By DR. REBEKAH GEE | Louisiana Department of Health Secretary
Last fall, NOLA.com | The Times-Picayune's series “A Fragile State” placed a spotlight on one of our most vulnerable populations. Full of heartbreak and sometimes hope, these courageous stories reminded us of the tragic impact of mental illness on families and individuals in our state. Because May is National Mental Health Month, I turn to these stories once more as a call to awareness and action.
“A Fragile State” vividly portrayed the enduring impact of
years of financial cuts and psychiatric hospital closures that occurred under
the Jindal administration, actions that left thousands of people without some
vital services. Now, however, the ball is in our court, and Louisiana can and
must do better.
These individual stories are heartbreaking and the solutions
are complex. More inpatient beds are needed as well as adequate numbers of
doctors who can treat patients who have mental health and substance use
illnesses. True solutions start with addressing poverty, health disparities,
early childhood trauma and violence – issues beyond the walls of a doctor’s
office or hospital. The seeds of mental illness and addiction are sown in the
pain of trauma and neglect. Louisiana must also invest new funds and renewed
dedication to ensuring quality care options in the community – more crisis
services and greater access to these services – are available for people when
they need them most.
A lifetime of care
We need to demand care that occurs throughout the life course. This means a pregnant mom with mental illness is treated and there is help available as she parents her child. When and if a school-age child suffers from mental illness, she is diagnosed and treated instead of failing and dropping out.
It means that a family with a son in a sudden crisis is
treated for mental illness instead of ending up in the criminal justice system,
leaving a trail of pain in his wake. It means that individuals and families
always know who to call and what to expect when help is needed.
Care throughout a person’s life, with a strong focus on immediately helping those who are facing a crisis, is the mental health system Louisiana must commit to building. This system will require more providers, more resources and greater investments from our communities.
An ideal system includes easily accessible mental health
services in the community. Inpatient beds will be a component of this
continuum, but not its foundation. We must address crises via mobile crisis
response or specialized drop-in centers, for example, and the system should address
homelessness and lack of transportation that can get in the way of recovery.
The Louisiana Department of Health is focusing on four critical
areas: ensuring there is a full continuum of care, implementing effective
crisis services, improving the access to and quality of care, and making the
mental care system easier to navigate.
First and foremost, under Gov. John Bel Edwards’ leadership,
we led the charge for coverage under Medicaid expansion. Prior to expansion,
most low-income adults in Louisiana had no health insurance and no access to treatment
for mental health. Rather than treating mental illness, it fell to the
correctional system to remove mentally ill individuals from society, rather
than treating people and preventing harm to others.
Since Medicaid expansion, more than 485,000 adults are now covered,
of whom more than 65,000 have received specialized outpatient mental health services
and more than 15,000 have received inpatient mental health care at a
psychiatric facility. Tens of thousands of people have received treatment for
addiction. We have sought and received millions of new federal dollars for
addiction treatment and are rebuilding our system of mental health care in partnership
with local human service districts that serve as the safety net for mental
health care.
The way forward
The journey for families with a loved one with mental
illness can be excruciating, even for our citizens with high incomes and the
means to pay for care. The Louisiana Department of Health is charged with
taking care of those in the shadows, individuals who are sometimes forgotten,
neglected, the most vulnerable and complex. We are failing in that charge.
“A Fragile State” is a raw and honest account of a system that needs
to change. That change will be led by the Department of Health, but it is bigger
than a single state agency. Change will come only when we work in tandem with
the community, with law enforcement, with the judicial system and any other
stakeholders in mental health.
We commit that as a Department we will continue to fight this battle on all available fronts — to rebuild and strengthen a system of care that too often fails those who are desperately in need of help. This will not be easy, but we commit to fight for the systems of care and the resources needed to win the struggle against mental illness and addiction so that people can thrive. Only then will our communities reach their full potential.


:: TASK ITEM ::
Only lines with the word "profile" are wanted; copy each of them from the listing below.
MATERIAL PROVIDED START
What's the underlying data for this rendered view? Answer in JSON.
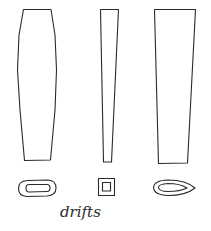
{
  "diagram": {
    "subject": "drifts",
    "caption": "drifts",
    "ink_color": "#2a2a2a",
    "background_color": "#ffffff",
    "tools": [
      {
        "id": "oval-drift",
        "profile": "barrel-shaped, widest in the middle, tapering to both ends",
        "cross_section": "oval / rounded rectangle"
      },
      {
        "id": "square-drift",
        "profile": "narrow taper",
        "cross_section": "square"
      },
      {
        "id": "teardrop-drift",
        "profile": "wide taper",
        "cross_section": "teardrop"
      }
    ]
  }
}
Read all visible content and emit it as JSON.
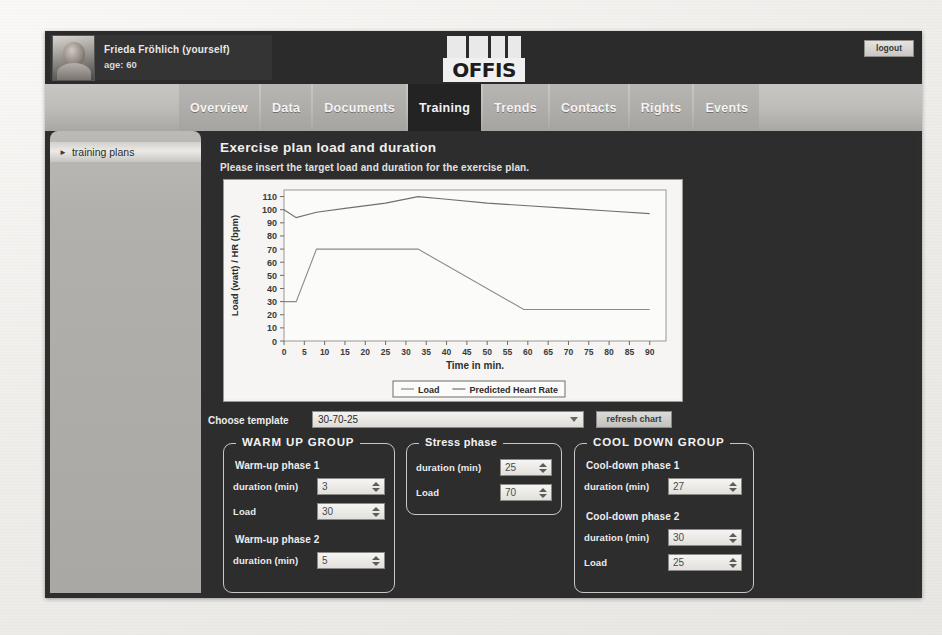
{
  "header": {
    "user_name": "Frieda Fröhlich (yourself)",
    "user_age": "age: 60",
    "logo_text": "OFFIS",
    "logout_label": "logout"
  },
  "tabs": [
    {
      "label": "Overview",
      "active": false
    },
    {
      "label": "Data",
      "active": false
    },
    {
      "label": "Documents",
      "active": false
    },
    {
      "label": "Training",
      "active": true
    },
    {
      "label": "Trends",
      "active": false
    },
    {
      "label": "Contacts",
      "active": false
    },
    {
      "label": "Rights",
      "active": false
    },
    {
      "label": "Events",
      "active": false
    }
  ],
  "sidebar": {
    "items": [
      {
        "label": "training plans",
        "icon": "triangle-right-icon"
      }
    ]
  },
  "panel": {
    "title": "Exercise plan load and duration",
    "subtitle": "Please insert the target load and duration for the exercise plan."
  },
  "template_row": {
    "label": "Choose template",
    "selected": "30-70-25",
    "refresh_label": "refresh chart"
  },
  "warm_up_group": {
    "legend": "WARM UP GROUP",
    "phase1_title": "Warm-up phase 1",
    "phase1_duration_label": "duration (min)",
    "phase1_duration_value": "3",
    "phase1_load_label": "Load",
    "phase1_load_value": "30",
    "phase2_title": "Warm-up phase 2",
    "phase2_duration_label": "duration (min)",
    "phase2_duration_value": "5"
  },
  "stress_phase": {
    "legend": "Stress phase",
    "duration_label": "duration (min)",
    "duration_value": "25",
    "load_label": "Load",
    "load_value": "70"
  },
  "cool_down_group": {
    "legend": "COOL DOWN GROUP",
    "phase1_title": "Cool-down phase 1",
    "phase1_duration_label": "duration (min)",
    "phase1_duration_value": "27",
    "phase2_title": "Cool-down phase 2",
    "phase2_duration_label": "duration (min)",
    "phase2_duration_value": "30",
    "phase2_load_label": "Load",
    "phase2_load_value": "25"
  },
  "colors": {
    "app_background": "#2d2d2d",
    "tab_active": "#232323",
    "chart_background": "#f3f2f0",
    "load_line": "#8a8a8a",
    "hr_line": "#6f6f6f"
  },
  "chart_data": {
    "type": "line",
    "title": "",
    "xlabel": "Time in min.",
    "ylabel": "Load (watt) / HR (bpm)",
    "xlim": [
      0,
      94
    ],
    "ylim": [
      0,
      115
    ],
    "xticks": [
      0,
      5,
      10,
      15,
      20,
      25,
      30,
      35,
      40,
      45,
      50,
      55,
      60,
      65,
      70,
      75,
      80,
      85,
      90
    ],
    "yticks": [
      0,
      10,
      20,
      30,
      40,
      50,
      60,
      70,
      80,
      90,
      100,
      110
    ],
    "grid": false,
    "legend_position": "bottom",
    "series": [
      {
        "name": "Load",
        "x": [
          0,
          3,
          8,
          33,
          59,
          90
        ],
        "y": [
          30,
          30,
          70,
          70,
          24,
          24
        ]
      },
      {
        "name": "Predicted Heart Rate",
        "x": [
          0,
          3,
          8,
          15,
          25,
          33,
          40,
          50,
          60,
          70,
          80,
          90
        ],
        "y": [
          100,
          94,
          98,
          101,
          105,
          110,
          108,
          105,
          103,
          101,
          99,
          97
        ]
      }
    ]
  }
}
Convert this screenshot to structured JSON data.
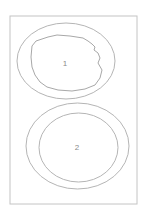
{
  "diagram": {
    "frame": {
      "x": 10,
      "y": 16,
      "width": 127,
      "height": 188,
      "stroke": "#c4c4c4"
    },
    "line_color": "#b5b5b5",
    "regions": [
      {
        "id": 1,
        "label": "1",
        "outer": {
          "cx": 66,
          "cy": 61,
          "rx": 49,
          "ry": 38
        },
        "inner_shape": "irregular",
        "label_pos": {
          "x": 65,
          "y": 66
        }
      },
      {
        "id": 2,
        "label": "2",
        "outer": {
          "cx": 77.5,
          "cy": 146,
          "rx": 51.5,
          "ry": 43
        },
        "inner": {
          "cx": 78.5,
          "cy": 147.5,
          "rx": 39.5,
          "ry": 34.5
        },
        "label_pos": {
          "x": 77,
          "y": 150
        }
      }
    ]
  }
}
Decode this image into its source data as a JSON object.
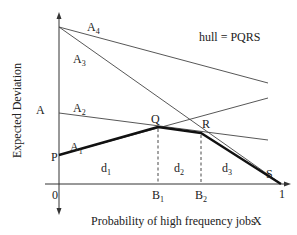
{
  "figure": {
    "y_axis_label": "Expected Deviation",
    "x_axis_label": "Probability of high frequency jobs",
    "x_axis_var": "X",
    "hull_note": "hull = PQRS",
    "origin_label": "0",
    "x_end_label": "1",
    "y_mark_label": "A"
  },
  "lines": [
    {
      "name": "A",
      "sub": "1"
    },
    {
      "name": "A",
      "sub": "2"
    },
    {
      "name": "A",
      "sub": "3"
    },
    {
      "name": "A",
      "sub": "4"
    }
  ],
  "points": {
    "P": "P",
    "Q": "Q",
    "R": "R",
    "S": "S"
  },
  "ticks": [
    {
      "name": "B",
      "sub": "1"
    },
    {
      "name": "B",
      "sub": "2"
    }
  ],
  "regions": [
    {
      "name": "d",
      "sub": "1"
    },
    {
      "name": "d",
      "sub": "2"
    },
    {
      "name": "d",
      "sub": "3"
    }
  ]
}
MATERIAL PROVIDED END
:: RESPONSE ::
        "profile": "barrel-shaped, widest in the middle, tapering to both ends",
        "profile": "narrow taper",
        "profile": "wide taper",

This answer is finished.